Eventually arriving at Antonio's farm home (and in typical ominous fashion, none of the family is there to meet them) the division between reality and fantasy gently rises in Antonio's head. But for all this talk about challenged masculine identity, "Stress Is Three" really belongs to Geraldine Chaplin. Starring in a handful of Saura's early films from 1967 until the mid 70's, her presence is as inseparable as that of Anna Karina was to the initial masterpieces of Jean Luc Godard. Here, it's easy to understand why Antonio would be selfishly jealous of his beautiful wife.

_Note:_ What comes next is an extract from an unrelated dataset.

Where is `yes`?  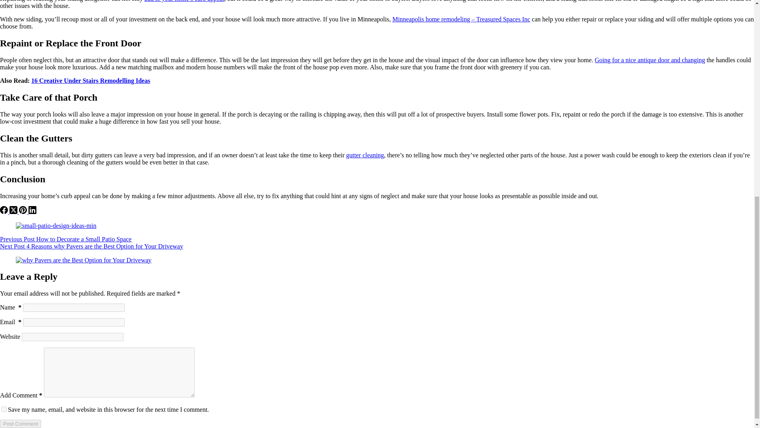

All of this frustration and ennui culminates in a trip to the beach where the stark black and white cinematography mutes all the beauty of the day and Antonio's spying seems to prove his buried suspicions. But then, Saura pulls a fantastic cinematic trick out of his bag, effectively rewiring the entire film and setting the template for a style of incisive satire and black psychological comedies that will dot his oeuvre for the next three decades. It's all there in just his second film, and "Stress Is Three"- gaining wider attention as a selection on the Criterion Channel- hopefully will bring more understanding to a filmmaker largely forgotten in 60's and 70's world cinema.